Call for Solidarity and Funds for the Working People of Haiti!

Workers in a sewing factory in a free trade area of Haiti where Batay Ouvriye organizes Photo: Piet den Blanken

Joint statement from Miami autonomy and solidarity and the Batay Ouvriye Haiti Solidarity Network

[Français], [Castellano], [Italiano], [Ελληνικά]

Donate Online with a credit card!

Money Orders/checks:
Payable to Miami Workers Center (in memo write MAS)
Miami Workers Center
6127 Northwest 7th Avenue
Miami, FL, USA
33127-1111

01/14/09- A natural disaster has descended upon Haiti whose scope we only are seeing the surface of at this time. The Haitian people will be struggling to rebuild their lives and their home possibly for decades in light of unprecedented collapse, both physical and social. Yet despite the unpredictability of earthquakes, this disaster is unnatural, a monstrosity of our time. The extent of the damage of the earthquake is part of the cost of unrestrained exploitation which at every step put profit above the health, safety, and well being of the Haitian people. While the world watches on ready to help, power is being dealt an opportunity. The Haitian workers and peasants have been fighting for their rights to even the most basic level of existence for decades, while the UN-occupying force, the state, and the ruling elites maintain the social misery without relenting. Now as Port-Au-Prince is in rubble, new opportunities arise for rulers to rebuild Haiti in their own interests, and likewise for the Haitian workers and peasants to assert their right to their own Haiti, one where they will be not be forced to live in dangerous buildings, and work merely to fill the pockets of elites, foreign or domestic.

Posted In

Workers Without Bosses - Speaking Tour

poster.jpg

The popular response to the Argentine economic crisis of December 2001 and lessons for us in Canada - a Québec and Ontario speaking tour presented by the Union Communiste Libertaire (UCL) and Common Cause.

We are going through one of the worst economic crises in the history of capitalism and the answers provided by the state and its lackeys are illusory. In addition, faced with this impasse, our leaders are trying to shift the entire burden of the crisis to workers and their communities.

How can we respond differently to this economic crisis? Can we learn from the experiences of struggles that have happened elsewhere in the world?

To consider these issues, the UCL and Common Cause are organizing a Québec and Ontario speaking tour this winter on the response of the Argentine popular classes in the face of a serious economic crisis that shook the country in the late 2001.

Posted In

The Olympic “State of Exception”

Activists protest the Olympic torch relay in downtown Toronto on Dec. 17, Photo: Rick Bender

By Michael Truscello

The Olympic torch relay was invented by the Nazis at the 1936 Olympics in Berlin, to demonstrate an ancient Aryan lineage with the Third Reich, proof of a warrior culture and foreshadow of the domination of Europe. The contemporary "Olympic Movement" trots out a similar set of symbols, but now backed by corporate logos and the promise of a portable "state of exception," to use the term articulated by Nazi political theorist Carl Schmitt.

Anarchists in Canada, especially those whose primary concern is class struggle, may not see much value in protesting the 2010 Olympic Games in Vancouver. Why so much fanfare for the Olympics, a one-off event, while barely a whimper from radical groups over the installation of the HST in Ontario and BC — a tax grab that punishes the poor forever?

Posted In

Photos: Workers rally to "oppose economic terrorism"


Steelworkers rally in downtown Hamilton against lay-offs and pension cuts marching under the slogan "Oppose Economic Terrorism." Dec. 14, 2009





The rally covered all four corners of Main and James streets. Workers from U.S. Steel (formerly Stelco) handed out flyers as they have done every Monday afternoon for the past year. The flyer attacked "the monopolies and the rich" for the economic crisis and called for "public ownership and control over the basic sectors of the economy."


Posted In

Poverty activists use fake transfers to ride streetcars

Sarah Vance rides the Queen streetcar protesting the cost of transit compared to other cities. Photo: Linchpin / Mick Sweetman

By Mick Sweetman

TORONTO — At a streetcar stop at Queen and Bay streets Saturday about 50 anti-poverty activists boarded a westbound streetcar after showing the driver protest “transfers” made by the Ontario Coalition Against Poverty (OCAP) in what they called a “pilot program” for fighting the fare hike.

Driver and passengers seemed in good spirits as protesters chanted “Hey, Hey, TTC! Public transit should be free!” Protestors distributed OCAP “transfers” to passengers and hung a banner out the window reading “Fair rates not fare hikes” as the streetcar headed toward Spadina Avenue.

The rolling protest was against the TTC increasing fares to $3 starting on Jan. 3. The price hike is 25 cents a trip and an increase of over 10% for a monthly pass. Advocates of poor and working people say transit costs are already too high. The fare hike comes at a time of economic recession and job losses, growing poverty, and dangerously low social assistance rates.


◆ WHAT IS BEING ASKED
In the listing below, pick out lines with "label".

◆ TASK MATERIAL

# # # # # # #

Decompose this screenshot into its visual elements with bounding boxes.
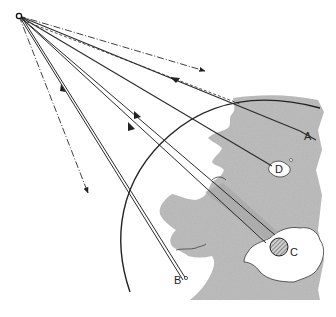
return-arrows	[60, 77, 180, 131]
ray-to-b-1	[19, 16, 183, 280]
ray-to-a-dashed	[22, 20, 240, 104]
arrowhead-ray-c	[128, 122, 135, 131]
islet	[290, 159, 293, 162]
ray-to-a	[19, 16, 300, 131]
endpoint-b	[184, 276, 187, 279]
ray-to-d	[19, 16, 272, 166]
label-b: B	[174, 274, 181, 286]
target-c	[270, 238, 288, 256]
label-c: C	[290, 246, 298, 258]
source-point	[16, 13, 21, 18]
ray-to-b-2	[21, 16, 186, 279]
ray-dashdot-upper	[19, 16, 205, 71]
land-mass	[160, 95, 324, 300]
label-a: A	[304, 130, 312, 142]
arrowhead-ray-d	[134, 111, 141, 119]
ray-diagram: A B C D	[0, 0, 336, 317]
label-d: D	[275, 163, 283, 175]
arrowhead-ray-b	[60, 84, 66, 92]
ray-dashdot-lower	[19, 16, 88, 193]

# # # # # # #

◆ SOLUTION
label-b: B	[174, 274, 181, 286]
label-c: C	[290, 246, 298, 258]
label-a: A	[304, 130, 312, 142]
label-d: D	[275, 163, 283, 175]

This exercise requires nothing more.